The first runthrough or two, however, inevitably comes just before the cast feels ready to runthrough. Thus you get the stumblethrough.

In the show I'm in, we had our first stumblethrough last night. We . . . almost made it. A few transitions had to be finessed, so the train had to stop on the tracks for a while. We had to call it a night about ten minutes or so from the finish line.

Tonight is the "designer run," where the show's costume, set, props, and lighting designers all watch a runthrough so that they may calibrate their designs according to the exigencies of the staged piece. We're still likely not quite ready.

I don't feel quite ready, anyway.

Last night's stumble-almost-through showcased for me zones of uncertainty, memory gaps, and just plain How do I get to stage left again? moments. I went blank three lines in--this after having run my lines ad nauseam.

As our director reminded us, such mental blarps are expected. Pulling all the pieces together at once like that can short out brain circuits in unexpected ways.

But there's no way around stumblethroughs. There will always have to be a first time getting through the whole thing. That first time will almost always feel too early. Feeling ready, I think, only happens after the noble failure of the stumblethrough. You eventually become ready by becoming experienced.

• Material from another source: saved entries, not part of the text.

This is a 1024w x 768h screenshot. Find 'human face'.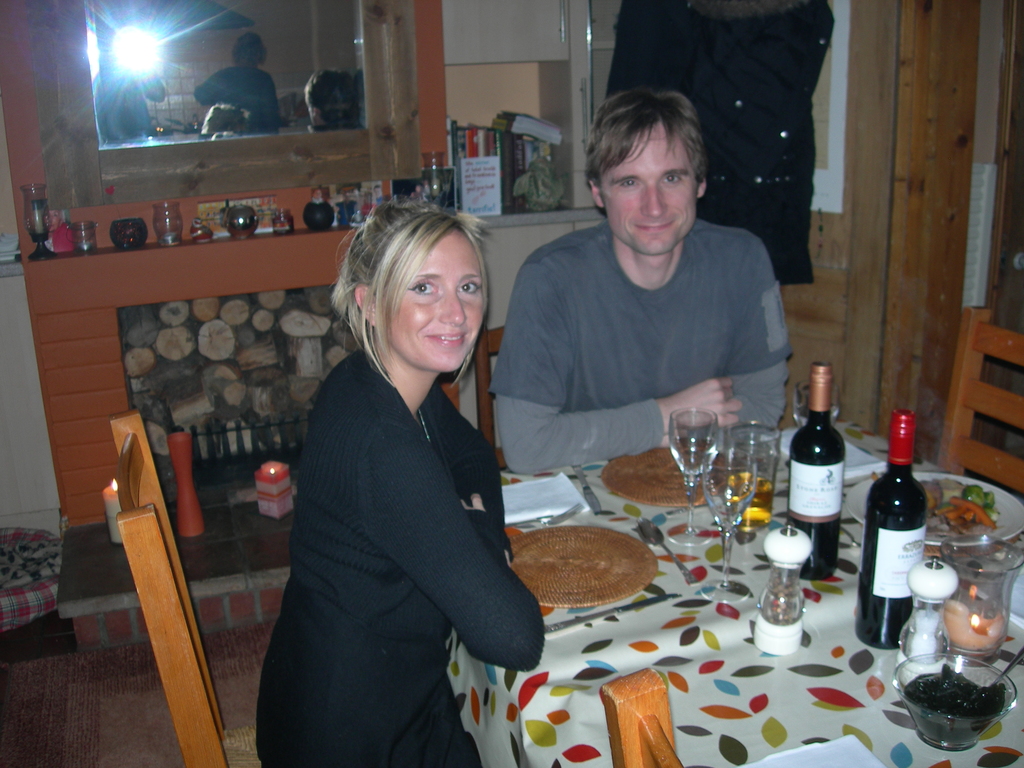
Bounding box: bbox=[394, 230, 484, 372].
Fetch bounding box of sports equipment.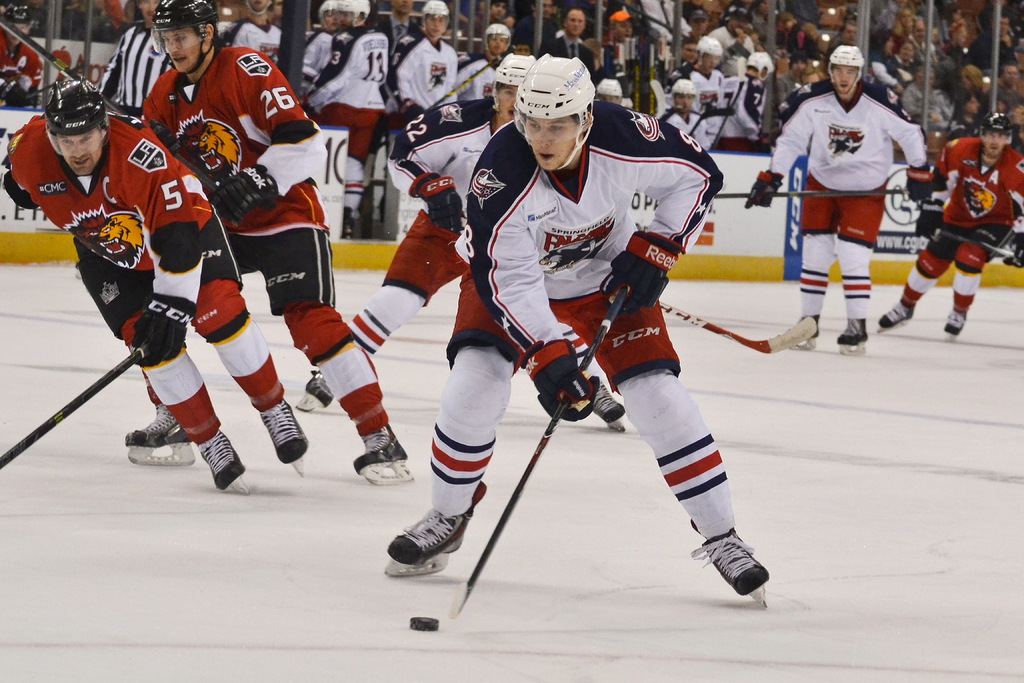
Bbox: left=694, top=40, right=719, bottom=63.
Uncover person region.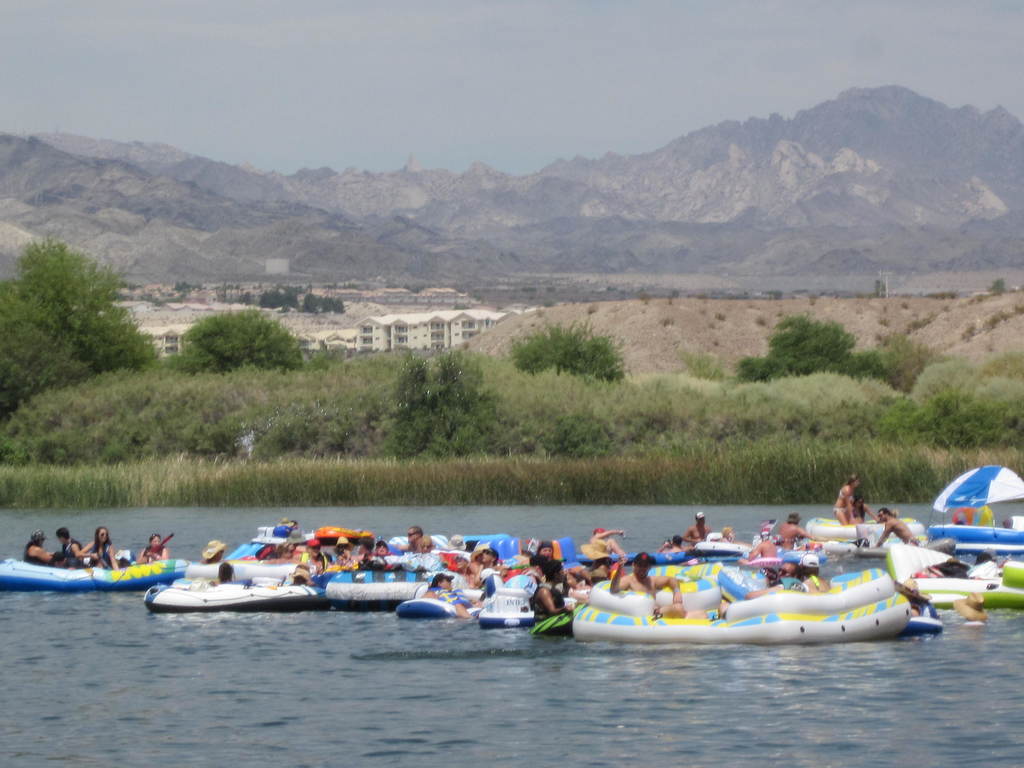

Like writing, like so much else in life, I need the stumblethrough as a space to shake out all the bugs and errors that might otherwise pop into being onstage during the run. I have to get the bad out to get to the good.

Or at least that's what I'm telling myself now, about an hour from tonights stumblethrough. I hope I remember my lines. I hope I find truth, make discoveries, get to the honest places, and communicate clearly.

I hope we make it over the finish line, stumbling or not.